Touro Synagogue
Touro SynagogueHezki Ezra

The U.S. Supreme Court will not rehear a case that gave control of America’s oldest synagogue building and its pricey artifacts to the building’s historic trustees.

The high court on Monday declined to take up the case over who owns the Touro Synagogue in Newport, Rhode Island, and its $7.4 million silver Torah ornaments called rimonim.

In August 2017, the Boston Court of Appeals ruled in favor of Manhattan’s Shearith Israel, the oldest Jewish congregation in the country, giving it control of the 250-year-old Touro Synagogue, the religious home of Congregation Jeshuat Israel.

That decision also gave the Manhattan synagogue ownership of the historic rimonim that Jeshuat Israel had hoped to sell to build an endowment.

Touro was founded in the 18th century by a Sephardic Jewish community whose numbers declined over the years. Shearith Israel, a Sephardic congregation that was established in 1654 and has worshipped at various sites in Manhattan, has served as trustee of the Touro Synagogue since the early 19th century. Jeshuat Israel, founded in 1881 as Ashkenazi immigrants began flooding America from Eastern Europe, has worshipped at Touro for more than a century.

The current dispute began in 2012 when Jeshuat, which still holds regular services at Touro, attempted to sell one set of the silver ornaments to establish an endowment to maintain a rabbi and care for the building, which was designated a national historic site in 1946. Shearith Israel sued to stop the sale and threatened to replace Jeshuat with another tenant.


WHAT YOU WILL DO
Your output must reproduce all the records below precisely and contain no pictures.
-------------------------
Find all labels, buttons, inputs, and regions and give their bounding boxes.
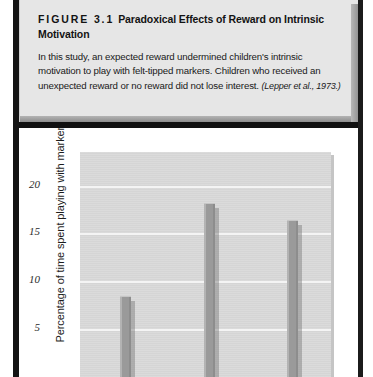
- figure-page: FIGURE 3.1Paradoxical Effects of Reward …: [0, 0, 373, 377]
- bar: [287, 220, 298, 377]
- y-axis-tick-label: 15: [19, 225, 40, 237]
- page-left-margin: [0, 0, 13, 377]
- caption-shadow: [351, 4, 358, 122]
- figure-caption-inner: FIGURE 3.1Paradoxical Effects of Reward …: [38, 12, 343, 93]
- y-axis-title: Percentage of time spent playing with ma…: [54, 128, 66, 347]
- y-axis-tick-label: 5: [19, 321, 40, 333]
- y-axis-tick-label: 10: [19, 273, 40, 285]
- figure-description: In this study, an expected reward underm…: [38, 50, 343, 93]
- figure-heading: FIGURE 3.1Paradoxical Effects of Reward …: [38, 12, 343, 41]
- y-axis-tick-label: 20: [19, 178, 40, 190]
- plot-area: [80, 152, 331, 377]
- gridline: [80, 186, 331, 188]
- bar: [204, 203, 215, 377]
- figure-caption-box: FIGURE 3.1Paradoxical Effects of Reward …: [19, 0, 358, 122]
- figure-citation: (Lepper et al., 1973.): [261, 81, 340, 91]
- page-right-margin: [363, 0, 373, 377]
- figure-number: FIGURE 3.1: [38, 13, 114, 25]
- bar-chart: Percentage of time spent playing with ma…: [19, 128, 358, 377]
- bar: [120, 296, 131, 377]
-------------------------
WRITTEN ANSWER
Find all labels, buttons, inputs, and regions and give their bounding boxes.
- figure-page: FIGURE 3.1Paradoxical Effects of Reward …: [0, 0, 373, 377]
- bar: [287, 220, 298, 377]
- y-axis-tick-label: 15: [19, 225, 40, 237]
- page-left-margin: [0, 0, 13, 377]
- caption-shadow: [351, 4, 358, 122]
- figure-caption-inner: FIGURE 3.1Paradoxical Effects of Reward …: [38, 12, 343, 93]
- y-axis-title: Percentage of time spent playing with ma…: [54, 128, 66, 347]
- y-axis-tick-label: 5: [19, 321, 40, 333]
- y-axis-tick-label: 10: [19, 273, 40, 285]
- figure-description: In this study, an expected reward underm…: [38, 50, 343, 93]
- figure-heading: FIGURE 3.1Paradoxical Effects of Reward …: [38, 12, 343, 41]
- y-axis-tick-label: 20: [19, 178, 40, 190]
- plot-area: [80, 152, 331, 377]
- gridline: [80, 186, 331, 188]
- bar: [204, 203, 215, 377]
- figure-caption-box: FIGURE 3.1Paradoxical Effects of Reward …: [19, 0, 358, 122]
- figure-citation: (Lepper et al., 1973.): [261, 81, 340, 91]
- page-right-margin: [363, 0, 373, 377]
- figure-number: FIGURE 3.1: [38, 13, 114, 25]
- bar-chart: Percentage of time spent playing with ma…: [19, 128, 358, 377]
- bar: [120, 296, 131, 377]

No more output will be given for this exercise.